Just a rainy day or two
In a windy tower,
That was all I had of you—
Saving half an hour.

Marred by greeting passing groups
In a cinder walk,
Near some naked blackberry hoops
Dim with purple chalk.

I remember three or four
Things you said in spite,
And an ugly coat you wore,
Plaided black and white.

Just a rainy day or two
And a bitter word.
Why do I remember you
As a singing bird?

This poem is in the public domain. Published in Poem-a-Day on January 25, 2020, by the Academy of American Poets.

The sun rises in shades of tuna

I can only hear

One song

See the trucks moving

Like ribbon around me

It's me and this machine

Somewhere are the bodies

I’ve put my mouth on

When I am old

And held in

I hope words

Will be lusterless

I want to be

Buffed so hard that even

The highway

Can’t scratch

When I get to school

One kid reads a piece

About how he wants to give

Relationship Advice

For a living

He says that a cheater

Will always cheat, and of course,

He wants to find a way

To make us learn this

The other day when locking

My house I had

A vision of a field

Behind it were three

Smaller fields

I can leave many times

And still not be

Gone

Copyright © 2020 by Emily Kendal Frey.

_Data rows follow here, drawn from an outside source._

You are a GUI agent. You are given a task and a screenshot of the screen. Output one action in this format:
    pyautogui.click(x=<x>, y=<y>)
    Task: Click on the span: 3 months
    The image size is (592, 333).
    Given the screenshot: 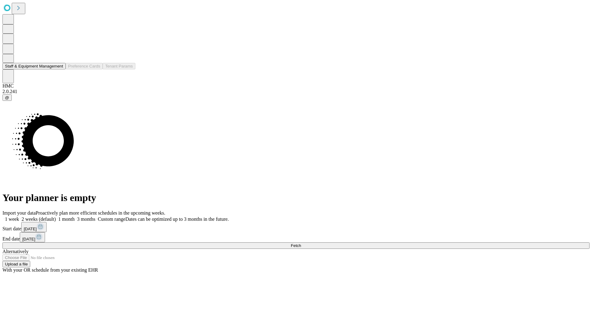 What is the action you would take?
    pyautogui.click(x=86, y=219)
    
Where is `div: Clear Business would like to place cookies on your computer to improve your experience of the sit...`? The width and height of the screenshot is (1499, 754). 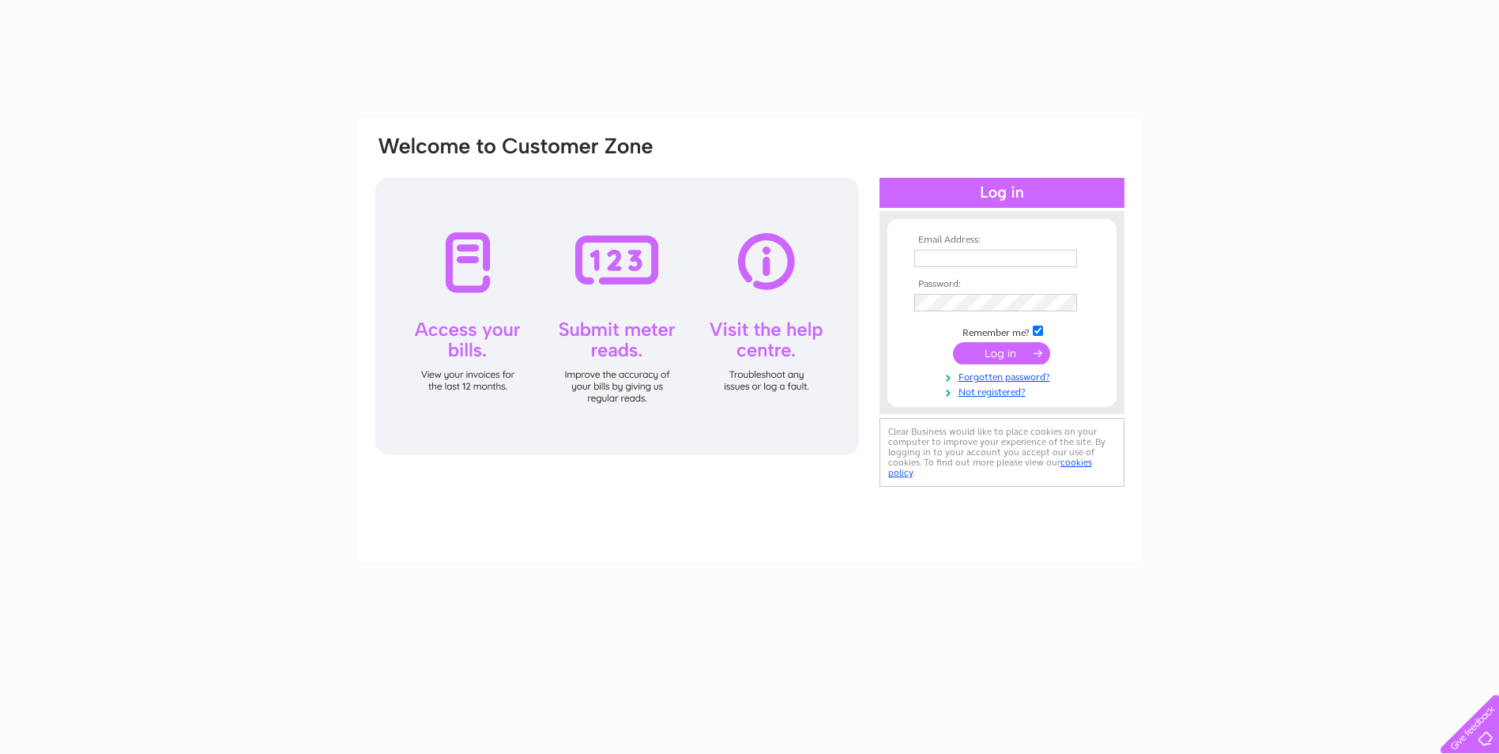
div: Clear Business would like to place cookies on your computer to improve your experience of the sit... is located at coordinates (1002, 452).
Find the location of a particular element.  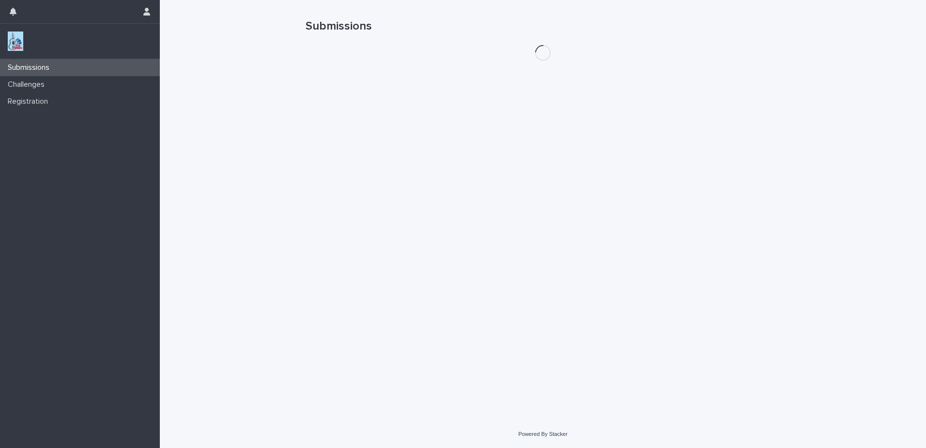

h1: Submissions is located at coordinates (543, 26).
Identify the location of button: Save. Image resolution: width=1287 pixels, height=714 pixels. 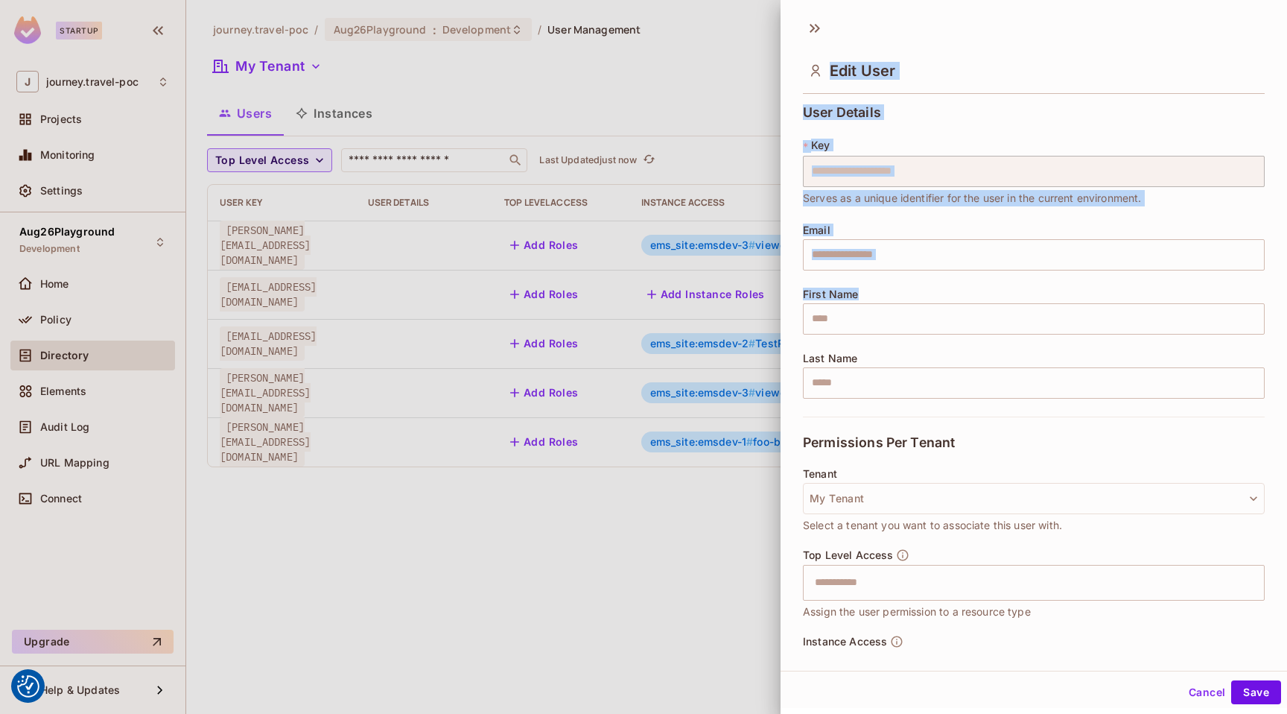
(1256, 692).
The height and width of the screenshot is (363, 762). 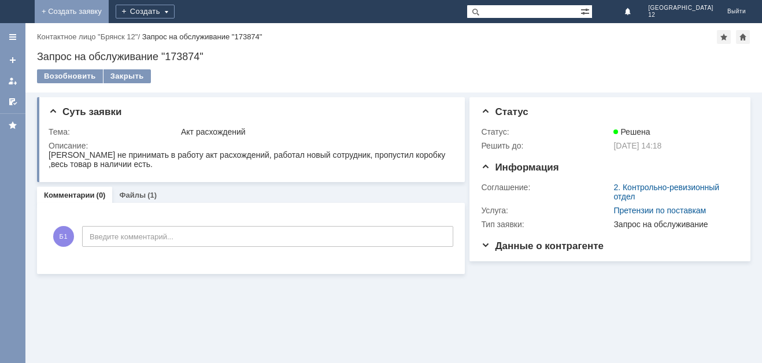 What do you see at coordinates (64, 237) in the screenshot?
I see `span: Б1` at bounding box center [64, 237].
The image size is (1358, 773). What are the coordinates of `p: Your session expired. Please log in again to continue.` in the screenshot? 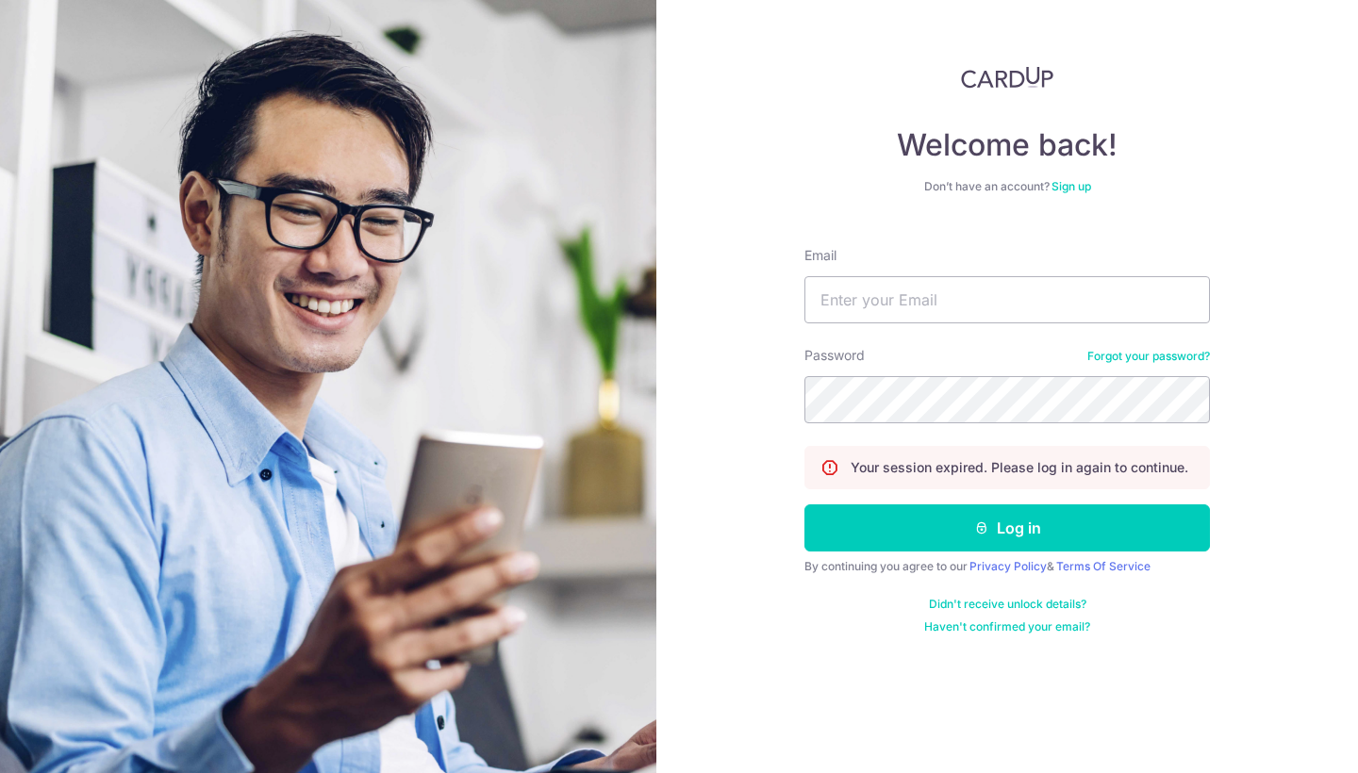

Originally published in Poem-a-Day on March 18, 2020 by the Academy of American Poets.

Yesterday I held your hand,
Reverently I pressed it,
And its gentle yieldingness
From my soul I blessed it.

But to-day I sit alone,
Sad and sore repining;
Must our gold forever know
Flames for the refining?

Yesterday I walked with you,
Could a day be sweeter?
Life was all a lyric song
Set to tricksy meter.

Ah, to-day is like a dirge,—
Place my arms around you,
Let me feel the same dear joy
As when first I found you.

Let me once retrace my steps,
From these roads unpleasant,
Let my heart and mind and soul
All ignore the present.

Yesterday the iron seared
And to-day means sorrow.
Pause, my soul, arise, arise,
Look where gleams the morrow.

This poem is in the public domain. Published in Poem-a-Day on May 16, 2020 by the Academy of American Poets.